House Minority Leader Hakeem Jeffries (D-NY) today accused his GOP congressional colleagues of blatantly lying to Americans about the impact of the latest budget action, especially as it concerns Medicaid.
“Republicans are lying to the American people about Medicaid.” Expressing frustration, Jeffries followed that accusation with: “I don’t know how else to say it.”
.@RepJeffries: "Republicans are lying to the American people about Medicaid…I can't say it any other way. Republicans are lying. Prove me wrong." pic.twitter.com/hqCi15r210
— CSPAN (@cspan) February 27, 2025
Jeffries asserted that the cuts, though not owned by GOP legislators, are hiding in plain sight: Though the budget resolution the Speaker Mike Johnson (R-LA) moved through the House doesn’t mention Medicaid by name, it authorizes the body that controls Medicaid — the House Committee on Energy and Commerce — to pursue $880 billion in cuts to the program.
Jeffries joins every House Democrat in objecting to the resolution — it passed 217-215 — and with them stand other irate lawmakers like Sen. Bernie Sanders, the Vermont independent who railed against the proposed Medicaid cuts as a “disaster for all Americans.”
[West Virginia is represented in the House by two Republicans — Carol Miller (Since 2019) and Riley Moore (since 2025). The sole Republican to vote nay on the budget resolution was Rep. Thomas Massie (R-KY) — though Massie, a deficit hawk, did not give proposed cuts to Medicaid as a reason for his dissent.]
Medicaid provides 40% of the funding for community health centers.
— Bernie Sanders (@SenSanders) February 25, 2025
Medicaid supports 2 out of 3 people in nursing homes.
Medicaid provides health care to 41 million children.
Trump and his Republican friends want to enact massive cuts to the program.
We won't let them. pic.twitter.com/xsWwxasiwB
Sanders pointed out that middle class Americans mistakenly believe that Medicaid cuts will only affect “poor people” and so they aren’t incensed by what will be taken away.
But beyond offering low-cost healthcare for lower earners, Sanders says, Medicaid plays an enormous role in caring for elderly Americans (two in three nursing home residents rely on it) and in caring for America’s children — especially in poorer states.
Noble Prize-winning economist Paul Krugman points out that nowhere are children more at risk from the proposed “savage” Medicaid cuts than in West Virginia, a state that voted overwhelmingly for President Trump — and where Medicaid provides health insurance for an astonishing 45% of children, the highest figure in the country. Doubling down on his idea that the cuts are savage, Krugman’s article addressing the Republican authorization is titled Cruel and Unusual.
(The poorest state in the nation by many metrics, West Virginia also pays less than any other state in the federal taxes that fund Medicaid.)
Krugman writes of what he characterizes as a perception among conservatives — especially MAGA conservatives — that they can “safely target [Medicaid] for cuts, because it’s mainly a program for inner city people of color. But that was never as true as people imagined and is definitely not true now. Again, consider West Virginia. It’s one of America’s most rural states and overwhelmingly — 90 percent — white. Yet as we’ve seen, it’s deeply dependent on Medicaid.”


Pick out every line in the data below that holds "circle".

Data records

-- -- --

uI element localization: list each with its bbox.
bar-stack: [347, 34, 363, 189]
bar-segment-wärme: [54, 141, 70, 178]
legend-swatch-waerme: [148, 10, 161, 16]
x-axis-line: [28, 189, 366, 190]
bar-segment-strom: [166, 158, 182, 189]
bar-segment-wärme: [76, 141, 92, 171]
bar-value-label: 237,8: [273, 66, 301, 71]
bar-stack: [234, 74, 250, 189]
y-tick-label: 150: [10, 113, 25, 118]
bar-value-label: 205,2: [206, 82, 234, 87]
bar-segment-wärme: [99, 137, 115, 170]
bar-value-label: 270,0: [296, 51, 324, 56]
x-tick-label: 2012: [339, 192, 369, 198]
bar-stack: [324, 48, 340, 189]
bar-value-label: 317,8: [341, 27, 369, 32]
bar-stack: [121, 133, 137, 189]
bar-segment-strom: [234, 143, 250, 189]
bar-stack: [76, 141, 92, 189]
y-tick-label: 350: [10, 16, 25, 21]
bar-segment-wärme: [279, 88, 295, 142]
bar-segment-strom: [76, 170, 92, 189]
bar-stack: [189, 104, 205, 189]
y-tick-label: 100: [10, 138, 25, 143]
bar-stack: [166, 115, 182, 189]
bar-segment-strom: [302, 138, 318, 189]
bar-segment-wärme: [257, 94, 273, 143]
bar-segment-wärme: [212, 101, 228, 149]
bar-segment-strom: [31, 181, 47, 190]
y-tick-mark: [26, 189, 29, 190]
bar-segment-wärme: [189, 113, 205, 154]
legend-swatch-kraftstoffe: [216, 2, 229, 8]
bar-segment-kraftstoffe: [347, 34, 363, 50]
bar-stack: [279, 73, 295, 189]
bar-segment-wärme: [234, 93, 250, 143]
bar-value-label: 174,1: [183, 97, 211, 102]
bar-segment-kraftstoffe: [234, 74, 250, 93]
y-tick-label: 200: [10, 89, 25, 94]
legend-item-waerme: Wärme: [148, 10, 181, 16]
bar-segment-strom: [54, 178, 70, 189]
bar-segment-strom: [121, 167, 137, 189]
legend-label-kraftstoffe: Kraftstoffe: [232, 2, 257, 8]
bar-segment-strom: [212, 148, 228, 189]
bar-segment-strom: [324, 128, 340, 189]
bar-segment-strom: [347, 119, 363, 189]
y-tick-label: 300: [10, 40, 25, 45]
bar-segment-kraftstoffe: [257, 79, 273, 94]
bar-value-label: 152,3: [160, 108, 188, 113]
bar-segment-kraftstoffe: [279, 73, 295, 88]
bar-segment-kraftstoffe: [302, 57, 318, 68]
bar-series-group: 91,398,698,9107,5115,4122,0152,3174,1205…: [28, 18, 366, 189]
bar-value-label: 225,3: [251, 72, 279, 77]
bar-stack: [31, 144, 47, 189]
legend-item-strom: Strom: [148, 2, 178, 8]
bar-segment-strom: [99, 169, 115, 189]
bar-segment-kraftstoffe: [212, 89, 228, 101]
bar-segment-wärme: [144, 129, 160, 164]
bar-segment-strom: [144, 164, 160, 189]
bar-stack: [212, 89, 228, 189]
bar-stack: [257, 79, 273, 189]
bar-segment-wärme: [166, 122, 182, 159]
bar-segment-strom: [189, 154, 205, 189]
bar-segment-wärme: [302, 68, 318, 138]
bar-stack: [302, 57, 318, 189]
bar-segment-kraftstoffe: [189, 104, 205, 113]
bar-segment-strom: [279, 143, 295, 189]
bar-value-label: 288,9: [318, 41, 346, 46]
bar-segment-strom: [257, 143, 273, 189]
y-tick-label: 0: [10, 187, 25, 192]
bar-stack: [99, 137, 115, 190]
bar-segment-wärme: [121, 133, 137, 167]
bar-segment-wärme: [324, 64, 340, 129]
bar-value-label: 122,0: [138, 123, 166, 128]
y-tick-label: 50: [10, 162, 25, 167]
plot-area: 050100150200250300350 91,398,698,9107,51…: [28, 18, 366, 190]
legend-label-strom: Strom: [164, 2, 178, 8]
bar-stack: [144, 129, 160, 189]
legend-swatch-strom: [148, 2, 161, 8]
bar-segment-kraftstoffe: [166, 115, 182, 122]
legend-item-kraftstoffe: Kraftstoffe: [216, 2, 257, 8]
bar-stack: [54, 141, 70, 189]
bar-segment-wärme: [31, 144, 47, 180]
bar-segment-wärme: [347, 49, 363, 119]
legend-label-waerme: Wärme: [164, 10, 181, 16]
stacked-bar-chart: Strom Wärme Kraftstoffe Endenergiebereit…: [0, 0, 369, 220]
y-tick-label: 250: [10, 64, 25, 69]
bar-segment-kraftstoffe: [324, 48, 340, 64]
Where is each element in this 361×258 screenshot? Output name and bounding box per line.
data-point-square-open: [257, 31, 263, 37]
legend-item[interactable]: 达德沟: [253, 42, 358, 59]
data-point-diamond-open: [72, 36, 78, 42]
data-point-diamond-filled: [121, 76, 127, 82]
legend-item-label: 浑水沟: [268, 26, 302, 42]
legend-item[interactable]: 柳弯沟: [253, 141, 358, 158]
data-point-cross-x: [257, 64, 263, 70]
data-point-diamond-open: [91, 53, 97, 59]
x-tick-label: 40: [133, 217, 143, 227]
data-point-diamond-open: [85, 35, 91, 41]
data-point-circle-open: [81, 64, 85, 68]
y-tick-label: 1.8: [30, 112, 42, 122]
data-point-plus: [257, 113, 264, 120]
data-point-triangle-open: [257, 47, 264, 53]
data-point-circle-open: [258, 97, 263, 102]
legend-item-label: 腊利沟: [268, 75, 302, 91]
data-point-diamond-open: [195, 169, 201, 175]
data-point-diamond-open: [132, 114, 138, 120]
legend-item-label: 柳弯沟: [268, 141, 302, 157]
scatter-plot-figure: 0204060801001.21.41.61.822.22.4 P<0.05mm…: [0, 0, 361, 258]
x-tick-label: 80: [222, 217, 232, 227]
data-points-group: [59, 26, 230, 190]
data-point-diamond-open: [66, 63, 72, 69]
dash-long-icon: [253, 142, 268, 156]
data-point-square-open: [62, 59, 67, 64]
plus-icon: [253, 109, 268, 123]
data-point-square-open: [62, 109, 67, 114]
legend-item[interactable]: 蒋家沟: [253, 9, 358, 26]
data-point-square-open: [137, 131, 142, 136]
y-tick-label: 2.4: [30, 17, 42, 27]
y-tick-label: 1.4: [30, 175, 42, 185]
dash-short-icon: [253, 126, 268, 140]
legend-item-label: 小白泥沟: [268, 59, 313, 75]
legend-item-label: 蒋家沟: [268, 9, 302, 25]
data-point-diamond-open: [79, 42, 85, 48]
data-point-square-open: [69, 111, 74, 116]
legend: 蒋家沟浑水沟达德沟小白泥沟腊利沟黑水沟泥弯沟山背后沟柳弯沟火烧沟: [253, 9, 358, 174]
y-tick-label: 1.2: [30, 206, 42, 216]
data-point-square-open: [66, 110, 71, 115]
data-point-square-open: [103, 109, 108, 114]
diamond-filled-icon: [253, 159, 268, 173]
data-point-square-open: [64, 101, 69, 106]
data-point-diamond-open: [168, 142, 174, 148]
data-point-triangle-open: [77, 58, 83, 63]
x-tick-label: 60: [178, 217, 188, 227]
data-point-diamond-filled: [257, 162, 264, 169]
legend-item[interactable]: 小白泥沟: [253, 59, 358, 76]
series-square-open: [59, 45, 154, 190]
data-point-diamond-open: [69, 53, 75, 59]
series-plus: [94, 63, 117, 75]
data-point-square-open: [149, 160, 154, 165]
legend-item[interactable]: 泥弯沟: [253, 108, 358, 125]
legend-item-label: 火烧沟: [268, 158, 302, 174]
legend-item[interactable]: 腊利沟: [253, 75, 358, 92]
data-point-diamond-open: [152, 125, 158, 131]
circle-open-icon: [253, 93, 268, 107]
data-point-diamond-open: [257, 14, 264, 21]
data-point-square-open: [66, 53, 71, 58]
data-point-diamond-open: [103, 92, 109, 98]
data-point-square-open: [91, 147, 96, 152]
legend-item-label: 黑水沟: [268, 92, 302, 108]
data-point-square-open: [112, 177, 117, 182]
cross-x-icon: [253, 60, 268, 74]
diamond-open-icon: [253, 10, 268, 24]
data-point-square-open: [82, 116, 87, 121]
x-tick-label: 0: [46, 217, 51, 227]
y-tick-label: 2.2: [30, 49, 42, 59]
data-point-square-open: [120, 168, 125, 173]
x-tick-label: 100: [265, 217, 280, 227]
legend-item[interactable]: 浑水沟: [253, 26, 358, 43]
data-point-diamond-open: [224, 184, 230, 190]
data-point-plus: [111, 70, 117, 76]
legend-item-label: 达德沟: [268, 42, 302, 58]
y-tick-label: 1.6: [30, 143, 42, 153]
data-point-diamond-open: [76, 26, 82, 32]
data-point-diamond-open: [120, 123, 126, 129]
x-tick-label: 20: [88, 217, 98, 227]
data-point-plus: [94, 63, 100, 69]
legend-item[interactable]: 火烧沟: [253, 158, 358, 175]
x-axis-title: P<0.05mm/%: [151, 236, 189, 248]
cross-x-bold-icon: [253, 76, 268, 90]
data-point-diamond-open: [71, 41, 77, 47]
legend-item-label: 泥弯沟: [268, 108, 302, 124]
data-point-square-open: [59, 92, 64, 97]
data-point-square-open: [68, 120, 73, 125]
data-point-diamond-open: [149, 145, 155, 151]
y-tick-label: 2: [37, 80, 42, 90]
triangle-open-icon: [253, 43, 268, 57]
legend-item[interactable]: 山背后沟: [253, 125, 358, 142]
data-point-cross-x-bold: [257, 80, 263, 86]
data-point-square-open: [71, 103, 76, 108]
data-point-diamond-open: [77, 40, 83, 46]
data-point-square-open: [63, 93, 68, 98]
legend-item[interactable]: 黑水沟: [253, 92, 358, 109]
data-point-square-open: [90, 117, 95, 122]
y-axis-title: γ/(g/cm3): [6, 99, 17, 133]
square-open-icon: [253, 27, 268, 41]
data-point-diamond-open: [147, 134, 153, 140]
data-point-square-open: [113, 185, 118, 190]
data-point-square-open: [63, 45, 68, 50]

-- -- --

:: Response to this exercise ::
data-point-circle-open: [81, 64, 85, 68]
data-point-circle-open: [258, 97, 263, 102]
circle-open-icon: [253, 93, 268, 107]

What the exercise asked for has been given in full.